Intestinal ultrasound (IUS) is a non-invasive, real-time, cross-sectional imaging tool that is currently underutilized for direct disease activity monitoring in Crohn’s disease (CD) and ulcerative colitis (UC)[2]. Use of IUS at the point-of-care in a tight monitoring model can add significant value to the routine clinic visit by allowing the treating gastroenterologist to accurately and immediately assess disease activity and treatment responsiveness, something that is sorely lacking in the current traditional IBD care model. Furthermore, IUS allows for the easy assessment of transmural healing (TH), a target beyond simple mucosal healing (MH) that may impact long-term disease outcomes.
In this review, we discuss key concepts to understand how IUS utilization will impact care delivery for patients with IBD and achieve disease modification. We will review the technical aspects of IUS, evidence for detection of disease activity and treatment responsiveness, comparison to current standard of care management tools such as MRE, FC, and ileo colonoscopy, impact on shared understanding and real-time decision making, optimal utilization, and future applications.
Use of IUS as a cross-sectional tool for disease activity monitoring starts with a minimum requirement of a modern ultrasound machine available for regular use. Two probes are needed with ability to assess color Doppler signal (CDS) - a lower-frequency convex array probe (3-5 MHz) for global evaluation of the entire bowel and assessment of complications with ability for deeper penetration, and a higher-frequency linear array probe (5-15 MHz) for visualization of the five bowel wall layers and measurement of bowel wall thickness (BWT) to the level of 0.1 millimeters (mm)[3].
Fasting or bowel preparation prior to IUS is unnecessary for optimal visualization of the bowel and the examination can be performed without any prior planning. Intravenous [Contrast Enhanced Ultrasound (CEUS)] or oral contrast [Small Intestinal Contrast Ultrasound (SICUS)] are not beneficial during point-of-care evaluation in IBD activity monitoring and treatment response assessment. The value of CEUS and SICUS, based on local availability and expertise, is in the assessment of suspected complications.
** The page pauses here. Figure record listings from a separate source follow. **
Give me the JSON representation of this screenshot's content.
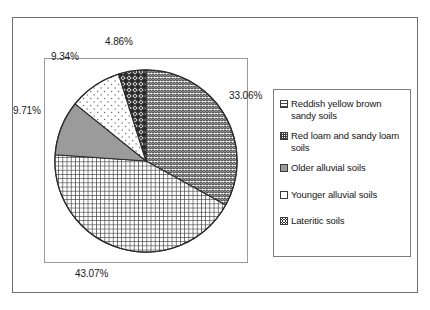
{
  "chart_data": {
    "type": "pie",
    "title": "",
    "subtitle": "",
    "xlabel": "",
    "ylabel": "",
    "grid": false,
    "legend_position": "right",
    "label_format": "percent",
    "categories": [
      "Reddish yellow brown sandy soils",
      "Red loam and sandy loam soils",
      "Older alluvial soils",
      "Younger alluvial soils",
      "Lateritic soils"
    ],
    "values": [
      33.06,
      43.07,
      9.71,
      9.34,
      4.86
    ],
    "value_labels": [
      "33.06%",
      "43.07%",
      "9.71%",
      "9.34%",
      "4.86%"
    ],
    "slices": [
      {
        "label": "Reddish yellow brown sandy soils",
        "value": 33.06,
        "display": "33.06%",
        "fill": "wavy-horizontal-lines",
        "color": "#6a6a6a",
        "start_deg": 0,
        "end_deg": 119.016
      },
      {
        "label": "Red loam and sandy loam soils",
        "value": 43.07,
        "display": "43.07%",
        "fill": "fine-cross-hatch-grid",
        "color": "#4a4a4a",
        "start_deg": 119.016,
        "end_deg": 274.068
      },
      {
        "label": "Older alluvial soils",
        "value": 9.71,
        "display": "9.71%",
        "fill": "solid-gray",
        "color": "#9b9b9b",
        "start_deg": 274.068,
        "end_deg": 309.024
      },
      {
        "label": "Younger alluvial soils",
        "value": 9.34,
        "display": "9.34%",
        "fill": "light-sparse-dots",
        "color": "#ffffff",
        "start_deg": 309.024,
        "end_deg": 342.648
      },
      {
        "label": "Lateritic soils",
        "value": 4.86,
        "display": "4.86%",
        "fill": "dark-diamond-checker",
        "color": "#2e2e2e",
        "start_deg": 342.648,
        "end_deg": 360
      }
    ]
  },
  "plot": {
    "labels": {
      "top": "4.86%",
      "upper_left": "9.34%",
      "left": "9.71%",
      "right": "33.06%",
      "bottom": "43.07%"
    }
  },
  "legend": {
    "items": [
      {
        "label": "Reddish yellow brown sandy soils",
        "swatch": "wavy-horizontal-lines"
      },
      {
        "label": "Red loam and sandy loam soils",
        "swatch": "fine-cross-hatch-grid"
      },
      {
        "label": "Older alluvial soils",
        "swatch": "solid-gray"
      },
      {
        "label": "Younger alluvial soils",
        "swatch": "light-sparse-dots"
      },
      {
        "label": "Lateritic soils",
        "swatch": "dark-diamond-checker"
      }
    ]
  }
}
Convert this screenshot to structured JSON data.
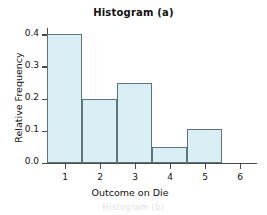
{
  "chart_data": {
    "type": "bar",
    "title": "Histogram (a)",
    "xlabel": "Outcome on Die",
    "ylabel": "Relative Frequency",
    "categories": [
      "1",
      "2",
      "3",
      "4",
      "5",
      "6"
    ],
    "values": [
      0.4,
      0.2,
      0.25,
      0.05,
      0.105,
      0.0
    ],
    "xlim": [
      0.5,
      6.5
    ],
    "ylim": [
      0.0,
      0.42
    ],
    "ytick_labels": [
      "0.0",
      "0.1",
      "0.2",
      "0.3",
      "0.4"
    ],
    "ytick_values": [
      0.0,
      0.1,
      0.2,
      0.3,
      0.4
    ],
    "xtick_labels": [
      "1",
      "2",
      "3",
      "4",
      "5",
      "6"
    ],
    "grid": false,
    "legend": null,
    "bar_fill_color": "#d9eef5",
    "bar_edge_color": "#5e7479",
    "axis_color": "#4a4a4a",
    "background_color": "#ffffff",
    "bar_width": 1.0
  },
  "footer": {
    "ghost_text": "Histogram (b)"
  }
}
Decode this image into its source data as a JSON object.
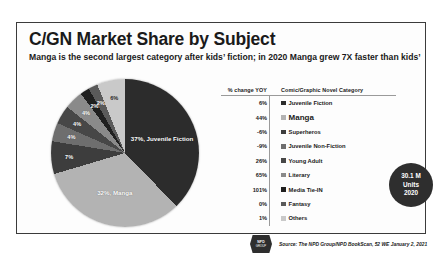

CEUS is a valuable tool in the detection of and differentiation of phlegmon and abscesses compared to traditional non-contrast IUS[4]. SICUS adds further value over IUS in the evaluation of proximal small bowel (proximal ileal and jejunal) lesions and detection of stenoses, but the ingestion of oral contrast leads to extended time for completion of the examination that is no longer suitable for use as a point-of-care assessment tool[5,6].
IUS examination should begin with an initial assessment of the distal sigmoid colon using the convex probe beginning in the left lower quadrant of the abdomen or left suprapubic region with identification of the iliac vessels and left iliopsoas muscle, fanning the probe up with the use of graded compression to identify air within the lumen of the distal sigmoid colon and visualization of the subsequent bowel wall layers (Figure 1).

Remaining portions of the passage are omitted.